"Education is the most powerful weapon you can use to change the world."

-Nelson Mandela

Our Story

Cicero began on a boat somewhere off the coast of Papua New Guinea. It was here that we, Lani Bevacqua, Paul Bennett and our three daughters, Stella, Cleo & Jade had our first Zoom call (over a pretty janky internet connection) with Hadley Westman, an inspiring young master educator, and kicked off a relationship that completely changed our educational lives.

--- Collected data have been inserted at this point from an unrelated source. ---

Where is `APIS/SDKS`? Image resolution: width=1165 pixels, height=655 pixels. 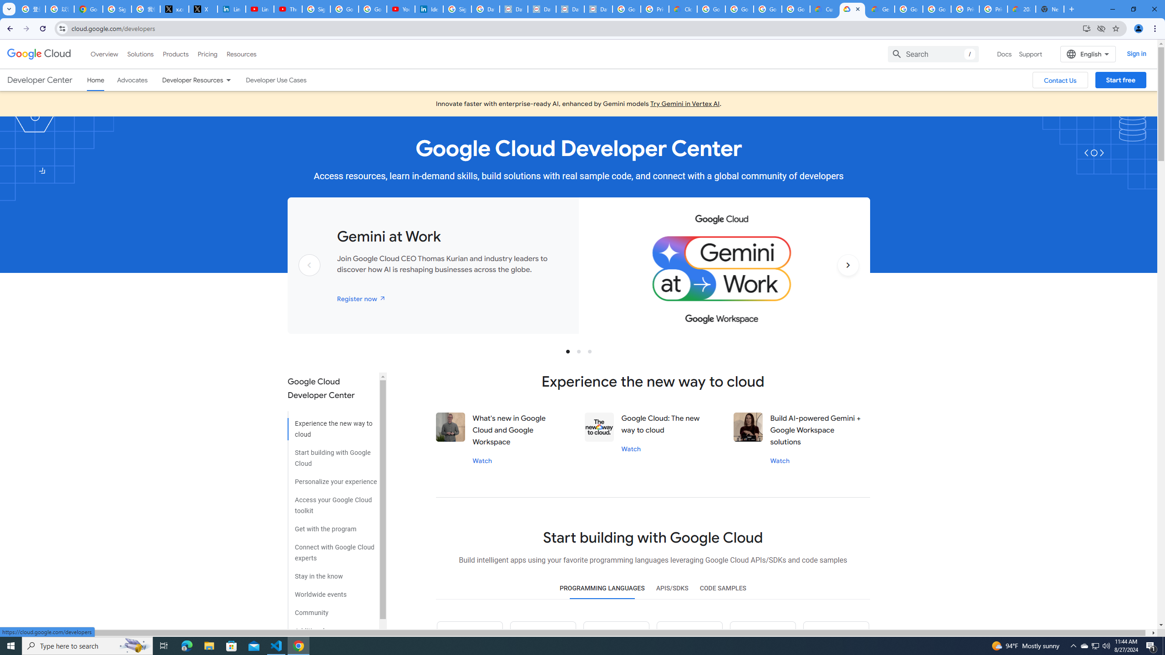 APIS/SDKS is located at coordinates (672, 589).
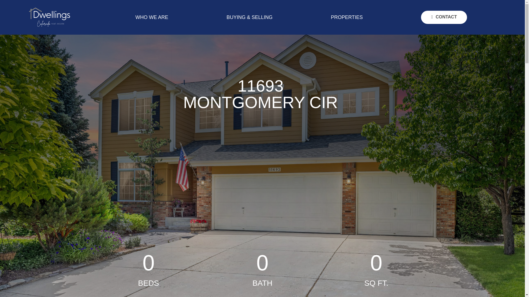  What do you see at coordinates (152, 17) in the screenshot?
I see `WHO WE ARE` at bounding box center [152, 17].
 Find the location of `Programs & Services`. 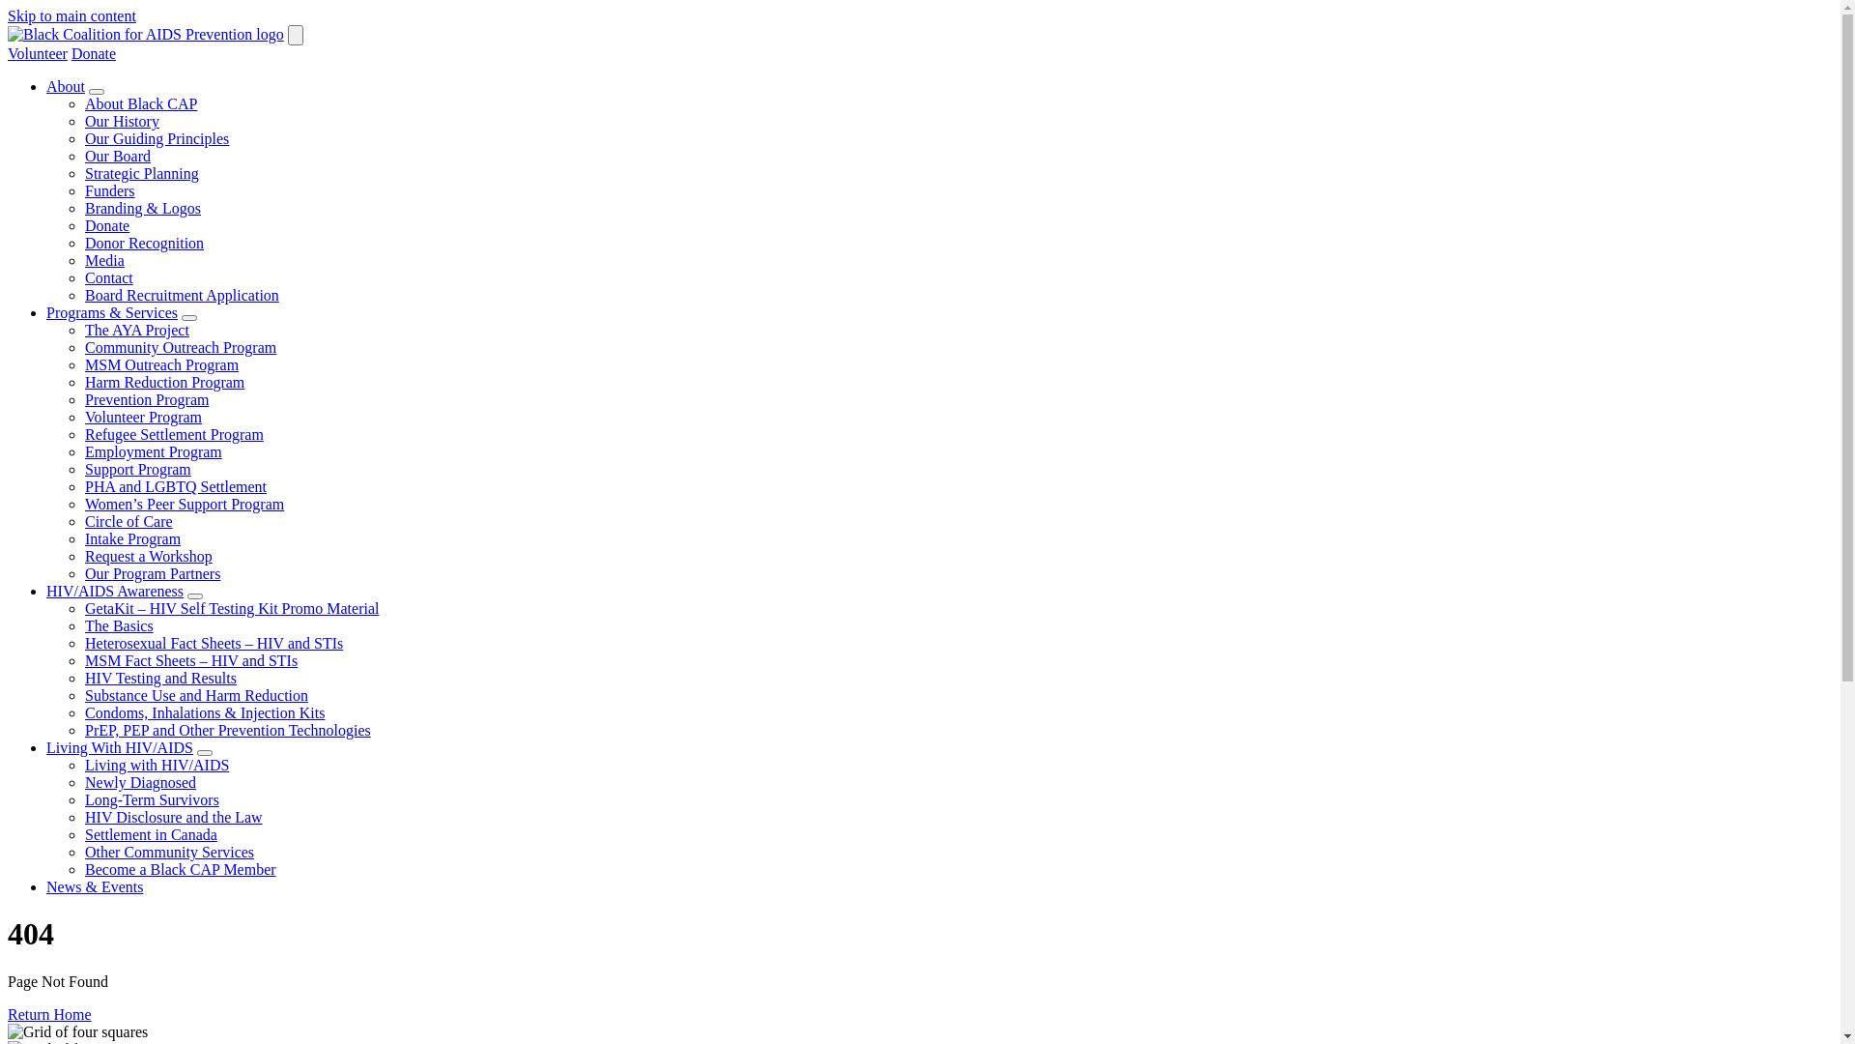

Working with Hadley and eventually a small team of similarly-minded teachers, the Dafnes as we were called (after our boat, Dafne), evolved a new way to learn by matching themselves one-on-one with great teachers to build individualized curricula around their personal goals. Whether it was high school-senior Stella workshopping her college essays with a literature teacher, Sophomore Cleo going deep on marine science with a biology teacher, or seventh-grader Jade discovering Latin cum magister eius, the Dafnes found that by pairing with an educator pushed them farther than a classroom experience ever had.

digital nomad family in Chagos

Where are they now?

Our oldest is a junior at The University of Chicago with a dual major in urban studies and international relations and a minor in architecture. Our second daughter is currently taking a gap year and volunteering/traveling in Africa, South America, and Europe. She was accepted early decision to Pomona College and will start there in August. Our youngest is in 9th grade and taking a suite of four classes through Cicero: math, English, biology, and Latin. She is happily still sailing aboard Dafne and debating whether we should stay in the Caribbean or head into the Mediterranean for her 10th grade year.

How Does it Work?

How Cicero operates: Work with an educator to develop a year-long course of study with weekly, one-on-one instruction and deliverables based around the learner’s interests, the family’s context, and the educator’s expertise. With 60-minute meetings each week over video as well as regular check-ins via Google Classroom and WhatsApp, we discovered that our young learners had strong connections with their teachers and were more engaged and challenged by school than ever before. The personalized aspect of the arrangement also fit our lifestyle as we crossed oceans and explored far flung places.

"Cicero distills the best parts of teaching. The one-on-one model yields rich conversations and strong relationships."

-Hadley Westman

Who was Cicero?

Cicero was a lawyer and philosopher in Ancient Rome who stood up to Julius Caesar and decried the death of the Roman Republic. In other words, he was on the right side of history. But, he was also an educator in a public sense and advocated the idea that each person has a moral duty to develop him/herself to the fullest. Education wasn’t just a nice-to-have for Cicero. It’s fundamental to our being.


In the 18th century, English adventurers on their grand tour of Europe hired archaeologists in Rome to show them the newly-unearthed antiquities. They thought of these experts as teachers and called them cicerone after Cicero, a word that now means “guide” in Italian.